Taffy opened her eyes and then made one slow blink as she saw the hectic flush upon his cheekbones, the shadows stirring again in his dilated eyes.
“Have ye nothing tae say?” he demanded, his accent growing more pronounced.
“You have good lungs,” she offered, at something of a loss to know whether she was supposed to take the verse seriously, and fearing that she was intended to do just that.
Her blood grew lighter, her pulse more rapid, her head dizzy as she considered all the things that might happen between them. Such immoral, yet wonderful thoughts she was having.
“Aye, he that’s short o’ breath shouldnae meddle wi’ a chanter.” He rolled to his feet and approached her stony bed. “Or a woman.”
With him standing over her, Taffy
was suddenly self-conscious about her mode of dress. The wantonness of her own attire—her very behavior, even—rushed into her mind, and awareness stained her cheeks until their color matched Malcolm’s own. Still, she did not move to cover herself.
“How easily ye blush,” he said, touching her fevered cheek. Then he shook his head. “Yer innocence is a bane, lass. I dree for it.”
“I suffer, too,” said some bold stranger with Taffy’s tongue, causing her to color more.
“Do ye? Yet only yer actions can free us now.”
“My actions?” she asked, thrilled, alarmed, and puzzled.
“Aye. Do ye not ken what all this signifies?” He gestured to her gown and then to the glen as a whole.
“No,” she whispered. “I don’t.”
But she was beginning to. The still-folk had brought her here for a reason. She had thought it was to rescue Malcolm from the Campbells, but there had to be more to their plan, or they would have left the glen as soon as the Campbells tired of their search. Or they might even have guided her directly to the path back home.
“ ’Tis you that must decide when we leave this place. I would sooner be dead and buried in the clay than have ye in my bed against yer will. But we may be here in this bower many a long year, lass, if ye do not decide in my favor. And though ‘tis a bonnie enough spot, it is still a prison for us, and becoming more so wi’ every passing hour.” He dropped his hand and turned away. “I’m going down tae the river for a spell an’ see if they will let me cross. Best we find the limits of our travel.”

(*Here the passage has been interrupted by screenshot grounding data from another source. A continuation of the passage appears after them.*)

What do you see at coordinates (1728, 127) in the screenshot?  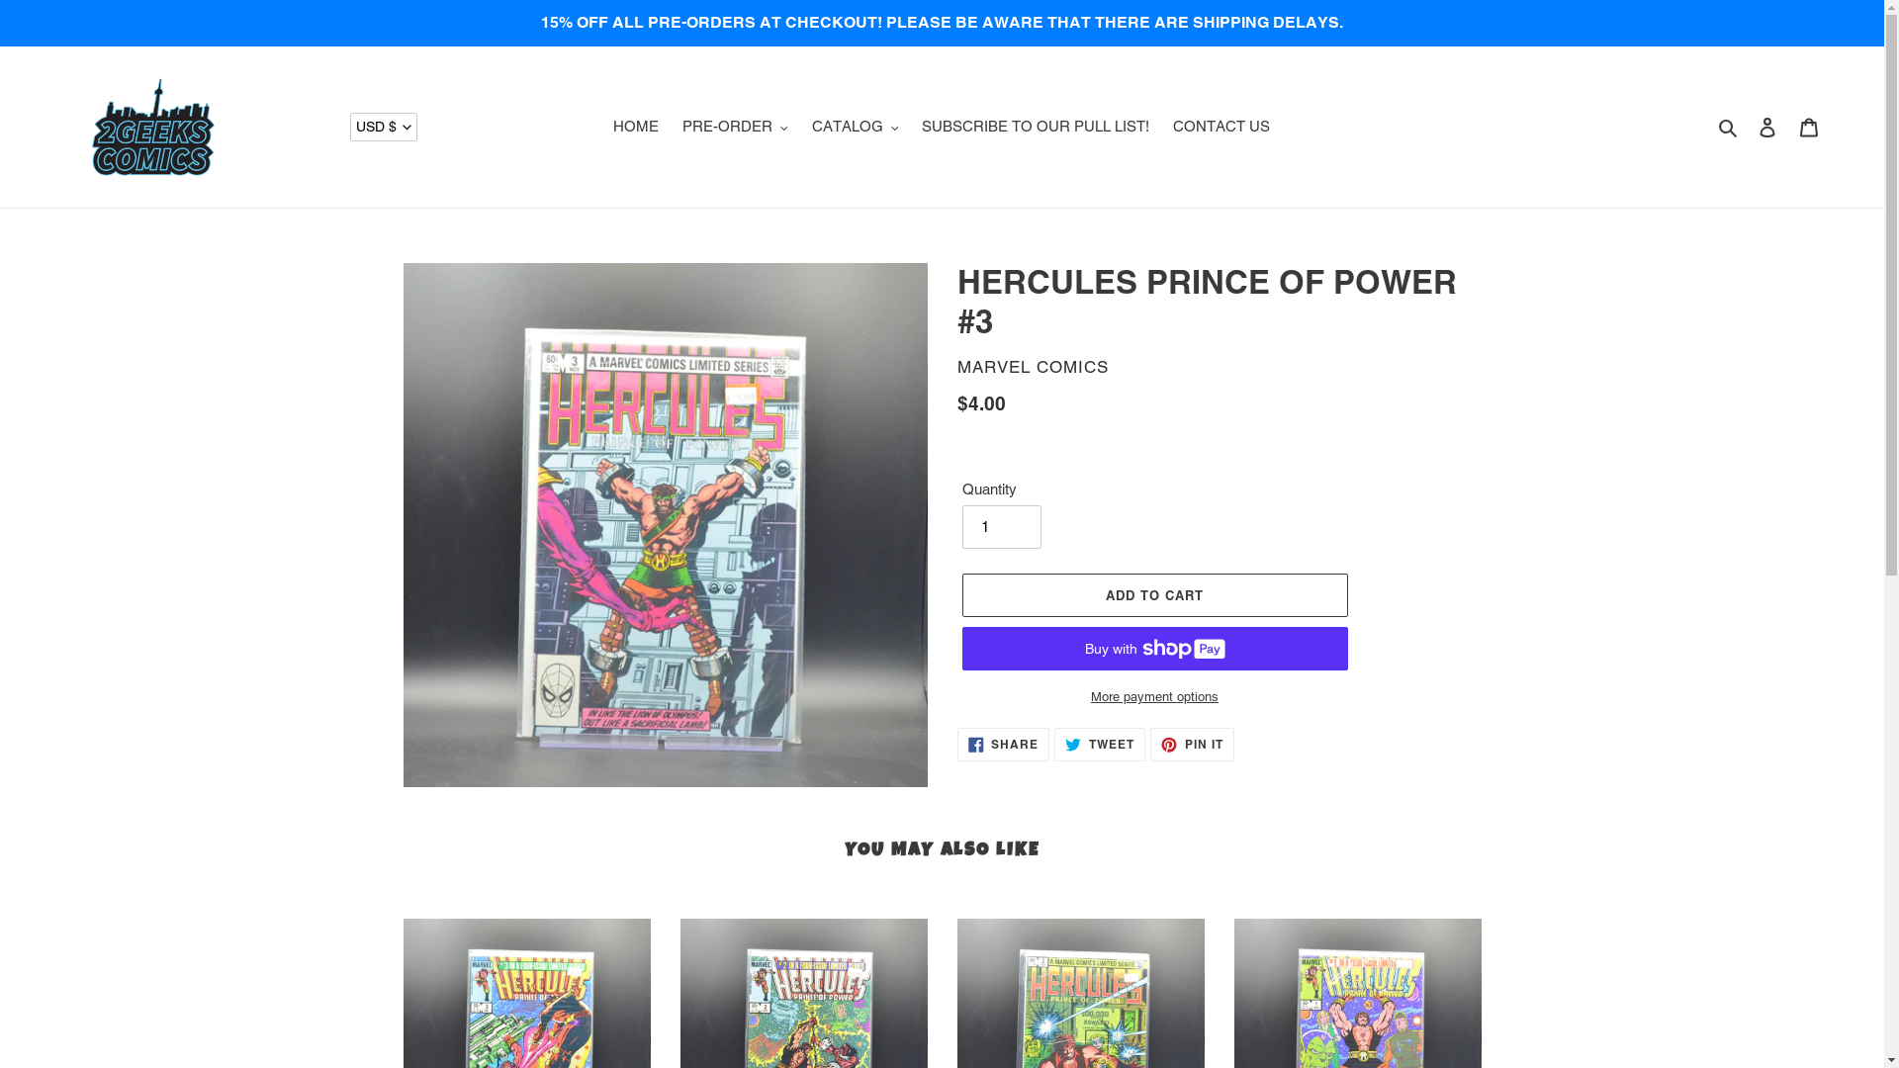 I see `Search` at bounding box center [1728, 127].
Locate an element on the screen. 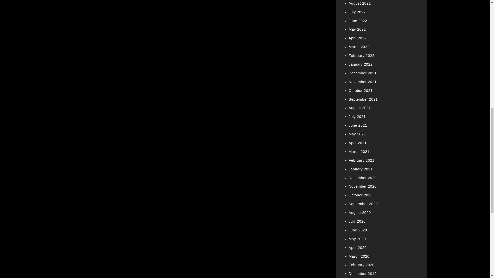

“Wait!” Taffy sat up and reached for his hand. When he turned back to her she could see the shadows were again moving in his eyes. His long, hard fingers closed about her wrist. The flesh was hot, nearly scorching where it lay against her skin.
“That’s what they want, isn’t it?” she whispered. “For me to…”
“Save them. Through me.”
Save them?
Sacrifice.
“Mayhap I’m the last wi’ the sight,” he answered, knowing her unspoken question. “The last clanna wi’ enough faerie blood tae see the old ones. Whatever the cause, we cannae be leaving this place until there is some hope for the future.”